Journal of FARM SCIENCES, Vol 33, No 4 (2020)

Font Size:  Small  Medium  Large

Yield gap analysis of major crops grown in northern transition zone of Karnataka

P. C. KUMBAR, R. H. PATIL, V. S. KUBSAD, RUDRA NAIK

Abstract


There exists a huge yield gap between given cultivar’s potential yield and on-farm experimental station’s yield aswell as actual yield on farmers’ field. It is essential to quantify the difference between these to devise strategies to fill thegap, and recommend the same to farmers to realize higher yield. This is very important especially for the crops grown underrainfed conditions as yield is often limited by water stress due to erratic rainfall patterns.Yield gap analysis studies are moreeffectively done using crop simulation models. A calibrated and validated DSSAT-CERES and DSSAT-CROPGRO modelswere used to run from 1985 to 2016 (32 years) for greengram (DGGV-2), soybean (JS 93), maize (BRMH-1) during kharifseason, and for sorghum (CSH-15R), chickpea (BGD-103) and wheat (DWR-162) during rabi season under potential(no water stress) and on-farm rainfed conditions on black clay soil in Northern Transition Zone (NTZ) of Karnataka.Results showed that during calibration and validation the model simulated the phenology, growth, yield and yield attributesof all the tested cultivars with high accuracy.

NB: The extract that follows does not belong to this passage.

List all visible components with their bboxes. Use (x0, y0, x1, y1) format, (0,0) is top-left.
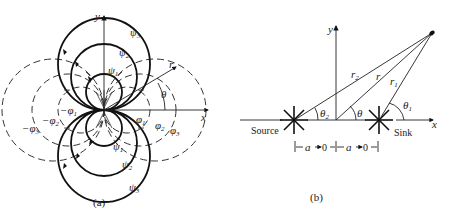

The average of 32 years simulated outputs revealed that among the three kharifcrops the highest yield gap between potential and on-farm yields was noticed in maize (29.45 %) followed by soybean(16.45%) and greengram (14.97%). Among the three rabi crops tested the highest yield gap between potential and on-farmyields was noticed in chickpea (18.25%) followed by wheat (17.67%) and sorghum (10.28%). This study showed that evenunder NTZ where kharif season is believed to be more assured and more often than not enable take up double cropping,crops do experience moisture stress and give lower than potential yield. Thus needs strategies to narrow the gap.